Execution queuing. If multiple triggers fire simultaneously for the same agent, executions are queued and processed sequentially. This prevents race conditions and resource spikes.
Rate limit awareness. Agents that call external APIs inherit the connector's rate limiting configuration. An always-on agent polling a government API at 0.5 req/s won't accidentally hammer that API with concurrent requests.
Warm vs. cold starts. Frequently-triggered agents maintain warm execution contexts for low latency. Rarely-triggered agents cold-start when needed — higher latency but zero resource consumption when idle.
Multi-tenant isolation. On AACFlow Cloud, always-on agents from different workspaces are isolated at the process level. A runaway agent from Workspace A cannot impact Workspace B.
What it does: queries the knowledge base for inventory levels across Wildberries, Ozon, and Avito. Flags any product below safety stock on any marketplace. Checks for orders older than 24 hours that haven't shipped. Verifies that yesterday's Chestny Znak sales were reported.
Impact: reduced overselling incidents by 92%, eliminated missed Chestny Znak reporting deadlines.
Trigger: webhook from Diadoc when a new contract is received
What it does: queries FNS EGRUL for the counterparty's registration status, checks FNS for tax debts, queries FedResurs for bankruptcy filings, checks the FSSP database for enforcement proceedings. Posts a risk summary to the deal in Bitrix24. Flags high-risk counterparties for manual review.
Impact: caught 3 fraudulent counterparties in the first month, prevented an estimated $40,000 in bad contracts.

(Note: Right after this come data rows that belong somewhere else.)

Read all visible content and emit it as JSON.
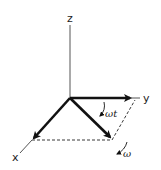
{
  "diagram": {
    "type": "3d-coordinate-axes-rotation",
    "axes": {
      "z_label": "z",
      "y_label": "y",
      "x_label": "x"
    },
    "annotations": {
      "angle_label": "ωt",
      "angular_velocity_label": "ω"
    },
    "colors": {
      "stroke": "#111111",
      "thin_axis": "#555555",
      "background": "#ffffff"
    }
  }
}
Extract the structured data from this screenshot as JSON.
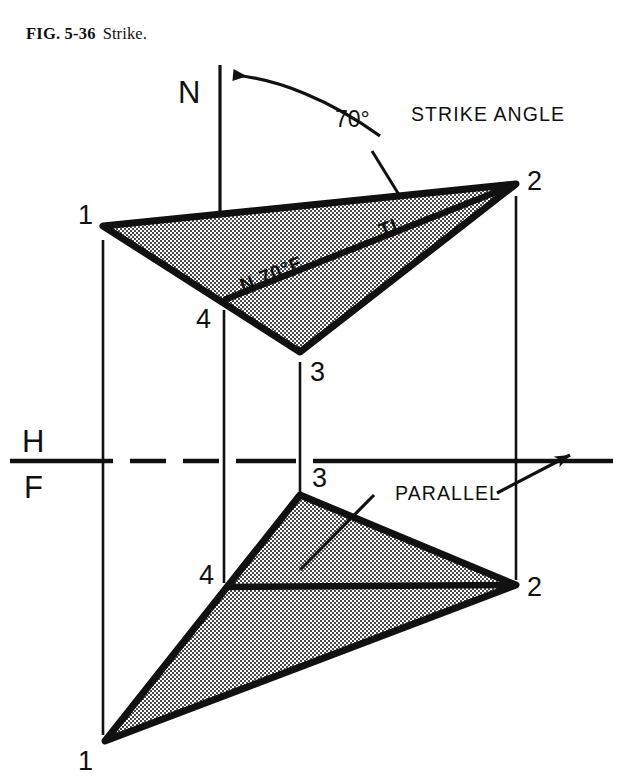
{
  "figure": {
    "caption_number": "FIG. 5-36",
    "caption_title": "Strike.",
    "type": "orthographic-projection-diagram"
  },
  "labels": {
    "north": "N",
    "strike_angle_value": "70°",
    "strike_angle_text": "STRIKE ANGLE",
    "bearing": "N 70°E",
    "true_length": "TL",
    "parallel": "PARALLEL",
    "horizontal_plane": "H",
    "frontal_plane": "F"
  },
  "top_view": {
    "name": "top-view-plane",
    "vertices": [
      {
        "id": "1",
        "label": "1",
        "x": 103,
        "y": 226,
        "label_x": 78,
        "label_y": 224
      },
      {
        "id": "2",
        "label": "2",
        "x": 516,
        "y": 184,
        "label_x": 527,
        "label_y": 190
      },
      {
        "id": "3",
        "label": "3",
        "x": 300,
        "y": 352,
        "label_x": 310,
        "label_y": 380
      },
      {
        "id": "4",
        "label": "4",
        "x": 224,
        "y": 300,
        "label_x": 196,
        "label_y": 327
      }
    ]
  },
  "front_view": {
    "name": "front-view-plane",
    "vertices": [
      {
        "id": "1",
        "label": "1",
        "x": 105,
        "y": 741,
        "label_x": 78,
        "label_y": 768
      },
      {
        "id": "2",
        "label": "2",
        "x": 516,
        "y": 585,
        "label_x": 527,
        "label_y": 594
      },
      {
        "id": "3",
        "label": "3",
        "x": 300,
        "y": 495,
        "label_x": 312,
        "label_y": 486
      },
      {
        "id": "4",
        "label": "4",
        "x": 227,
        "y": 587,
        "label_x": 199,
        "label_y": 583
      }
    ]
  },
  "reference_line": {
    "name": "hf-reference-line",
    "y": 461,
    "x_start": 10,
    "x_end": 630
  },
  "colors": {
    "ink": "#111111",
    "fill_stipple_dark": "#3a3a3a",
    "fill_background": "#ffffff",
    "page": "#ffffff"
  },
  "projection_lines": [
    {
      "name": "projector-1",
      "x": 103,
      "y1": 240,
      "y2": 735
    },
    {
      "name": "projector-2",
      "x": 516,
      "y1": 196,
      "y2": 580
    },
    {
      "name": "projector-3",
      "x": 300,
      "y1": 362,
      "y2": 492
    },
    {
      "name": "projector-4",
      "x": 224,
      "y1": 310,
      "y2": 583
    },
    {
      "name": "north-line",
      "x": 220,
      "y1": 65,
      "y2": 290
    }
  ]
}
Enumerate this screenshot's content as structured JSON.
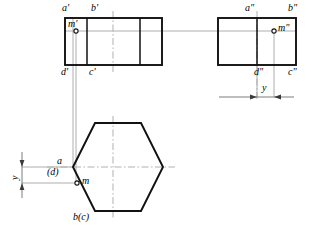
{
  "drawing": {
    "title": "Orthographic projection of a hexagonal prism with point M",
    "type": "descriptive-geometry-projection",
    "canvas": {
      "width": 311,
      "height": 232
    },
    "colors": {
      "outline": "#1a1a1a",
      "thin_line": "#555555",
      "center_line": "#9a9a9a",
      "projection_line": "#8c8c8c",
      "background": "#ffffff"
    },
    "views": {
      "front": {
        "name": "front-view",
        "rect": {
          "x": 65,
          "y": 18,
          "width": 97,
          "height": 47
        },
        "internal_vertical_lines_x": [
          87,
          140
        ],
        "corner_labels": {
          "top_left": "a'",
          "top_inner": "b'",
          "bottom_left": "d'",
          "bottom_inner": "c'"
        },
        "point": {
          "label": "m'",
          "x": 76,
          "y": 31
        }
      },
      "side": {
        "name": "side-view",
        "rect": {
          "x": 218,
          "y": 18,
          "width": 78,
          "height": 47
        },
        "internal_vertical_lines_x": [
          257
        ],
        "corner_labels": {
          "top_inner": "a\"",
          "top_right": "b\"",
          "bottom_inner": "d\"",
          "bottom_right": "c\""
        },
        "point": {
          "label": "m\"",
          "x": 274,
          "y": 31
        }
      },
      "top": {
        "name": "top-view",
        "hexagon": {
          "left_vertex_x": 73,
          "right_vertex_x": 163,
          "center_y": 167,
          "top_y": 123,
          "bottom_y": 211,
          "flat_left_x": 95,
          "flat_right_x": 141
        },
        "corner_labels": {
          "left_upper": "a",
          "left_hidden": "(d)",
          "bottom": "b(c)"
        },
        "point": {
          "label": "m",
          "x": 77,
          "y": 183
        }
      }
    },
    "dimensions": [
      {
        "name": "y-dimension-side-view",
        "label": "y",
        "x": 248,
        "y": 90,
        "from_x": 220,
        "to_x": 276
      },
      {
        "name": "y-dimension-top-view",
        "label": "y",
        "x": 12,
        "y": 175,
        "from_y": 167,
        "to_y": 183
      }
    ],
    "labels": [
      {
        "id": "a-prime",
        "text": "a'",
        "x": 63,
        "y": 4
      },
      {
        "id": "b-prime",
        "text": "b'",
        "x": 92,
        "y": 4
      },
      {
        "id": "m-prime",
        "text": "m'",
        "x": 70,
        "y": 21
      },
      {
        "id": "d-prime",
        "text": "d'",
        "x": 62,
        "y": 68
      },
      {
        "id": "c-prime",
        "text": "c'",
        "x": 90,
        "y": 68
      },
      {
        "id": "a-double-prime",
        "text": "a\"",
        "x": 246,
        "y": 4
      },
      {
        "id": "b-double-prime",
        "text": "b\"",
        "x": 290,
        "y": 4
      },
      {
        "id": "m-double-prime",
        "text": "m\"",
        "x": 279,
        "y": 26
      },
      {
        "id": "d-double-prime",
        "text": "d\"",
        "x": 256,
        "y": 68
      },
      {
        "id": "c-double-prime",
        "text": "c\"",
        "x": 290,
        "y": 68
      },
      {
        "id": "y-side",
        "text": "y",
        "x": 252,
        "y": 84
      },
      {
        "id": "a-top",
        "text": "a",
        "x": 57,
        "y": 157
      },
      {
        "id": "d-top",
        "text": "(d)",
        "x": 50,
        "y": 169
      },
      {
        "id": "m-top",
        "text": "m",
        "x": 83,
        "y": 178
      },
      {
        "id": "bc-top",
        "text": "b(c)",
        "x": 75,
        "y": 214
      },
      {
        "id": "y-top",
        "text": "y",
        "x": 12,
        "y": 180
      }
    ]
  }
}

What it does: scans all active deals in AmoCRM. Identifies deals with no activity in 7+ days. For each, drafts a personalized follow-up message based on deal context and posts it as a deal comment with @mention to the responsible manager. If no action within 24 hours, escalates to team lead.
Impact: follow-up consistency improved from 62% to 90%. Recovered an average of 3 "forgotten" deals per week that resulted in closed business.
What it does: checks the reporting calendar (maintained in the knowledge base from Kontur.Extern and regulatory sources). Identifies all tax declarations, statistical reports, and compliance filings due this week. Generates a prioritized task list with deadlines, required documents, and submission instructions. Posts to the accounting team's Telegram channel.
Impact: zero missed filing deadlines since deployment. The accounting team lead described it as "having a compliance officer who never takes a day off."
The best always-on agent is one you forget exists — until you realize it's been handling critical operations flawlessly for months.
A salesperson who always gets follow-up reminders on time doesn't think about the agent. They just think "the CRM is really good at reminding me." An operations manager who never sees an overselling incident doesn't credit the inventory sync agent. They just think "our inventory system works well."
This is the goal. Always-on agents should fade into the background — reliable, silent, always working. Like electricity. You only notice it when it stops.
Identify a repetitive monitoring task — something a human checks regularly: "are there any overdue invoices?", "did any deals go stale?", "are inventory levels okay?"
Build the agent workflow — define the check logic, the action to take when a condition is met, and the notification channel
Configure the trigger — webhook (fastest, most efficient) or polling interval (most flexible)
Test in manual mode — run the agent manually a few times, verify it works correctly
Switch to always-on — enable the agent as always-on, configure the health monitoring, and let it run
Start with one agent. Observe it for a week. Build trust. Then expand. Before long, you'll have a fleet of always-on agents handling the monitoring, alerting, and responding that used to consume hours of human attention — freeing your team to focus on work that actually requires human judgment.